Cell-free DNA (cfDNA) has been extensively marketed to professionals and patients alike. Despite some claims, the PB points out that they all have similar detection and false-positive rates, although there are limited data on direct comparisons in large patient samples. Each technique available has advantages and disadvantages. Perhaps the most important point in the PB on cfDNA is the reminder that patients with low fetal fractions leading to “no reportable result” have a heightened risk of fetal aneuploidy. Adding these patients to reported calculations would REDUCE the sensitivity of cfDNA tests. Conversely, considering these patients as screen-positive will decrease specificity and increase screen-positive rates.
Risks of cfDNA testing:
1. False reassurance of normality, because despite being very sensitive to trisomy 21, the test is only 80% in detecting all chromosomal abnormalities2; and
2. Given the rarity of microdeletion syndromes like diGeorge (del22q11), and trisomy 13, it is uncertain what positive or negative screening test results mean. In fact, the PB recommends against screening for microdeletion disorders at present.

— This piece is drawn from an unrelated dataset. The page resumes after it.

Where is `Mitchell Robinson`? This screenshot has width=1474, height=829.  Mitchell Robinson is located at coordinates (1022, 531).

The PB contains a table that has recommendations for management of ultrasonographic markers for aneuploidy, some of which do not work well in the real world. Specifically, while it is useful in research protocols to define specific levels of risk as screen-positive or -negative, life is messier than that. One patient may consider 1 in 149 an acceptable risk and desire no further testing, while another may want invasive testing for a risk of 1 in 151. I would argue that the patient deserves to know as much as she can absorb about the risk number, not simply be told “you are screen-negative.”

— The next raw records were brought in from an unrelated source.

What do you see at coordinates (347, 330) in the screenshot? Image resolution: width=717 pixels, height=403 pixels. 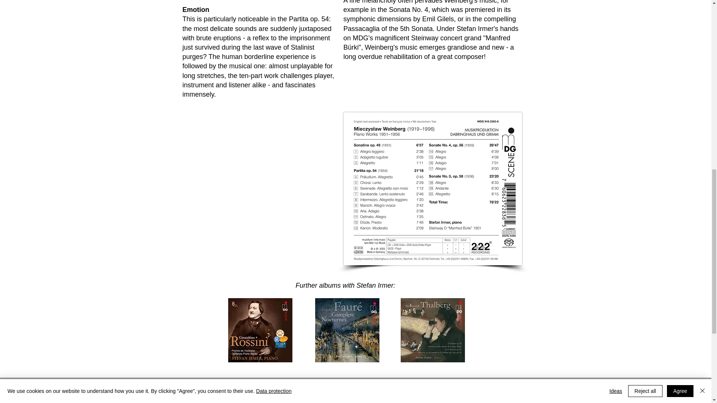 I see `MDG 618 1626-2 ` at bounding box center [347, 330].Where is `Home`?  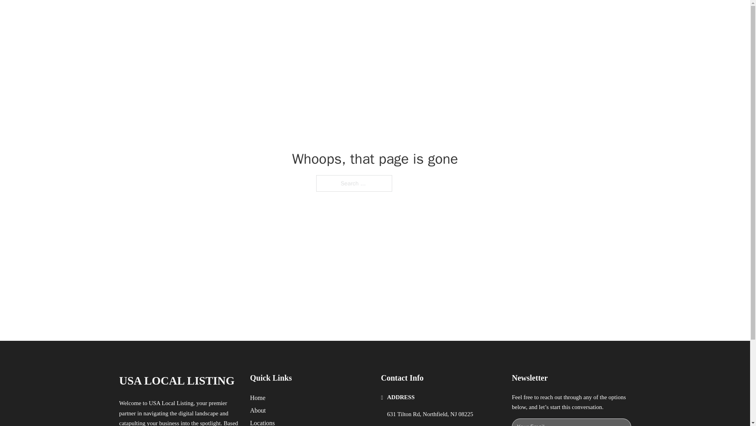
Home is located at coordinates (258, 397). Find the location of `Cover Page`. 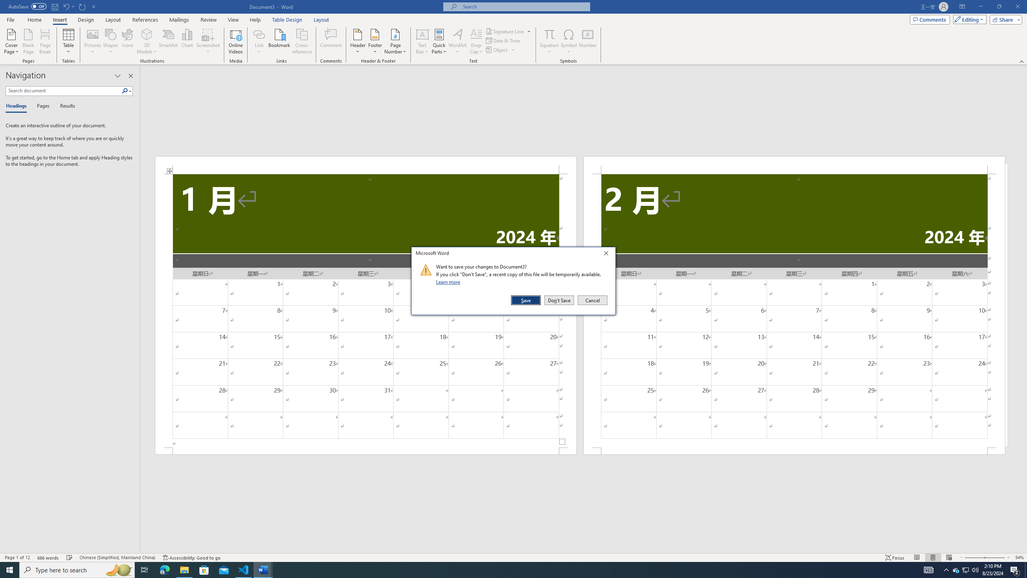

Cover Page is located at coordinates (12, 41).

Next: Ultrasound in the cfDNA era
Not addressed, and beyond the scope of a PB on screening, are other clinical dilemmas we now face with fetal anomaly detection. We increasingly face the scenario of women with very high risks for aneuploidy or microdeletion disorders, for example fetal tetralogy of Fallot, who decline diagnostic testing. cfDNA’s imperfect rate for detection of trisomy 21 is less of an issue, because > 99% of cases will be detected. The detection rate for del22q11, however, is only about 85%, so there will be far more false-positive and false-negative tests than with diagnostic testing.
As usual, the Summary of Recommendations and Conclusions contains the key bullet points for patient care, and there are too many to cite here specifically.
*Some minor microdeletions and epigenetic abnormalities are still not detected, and until economical and rapid whole exome sequencing is readily available, this is the current state of the art.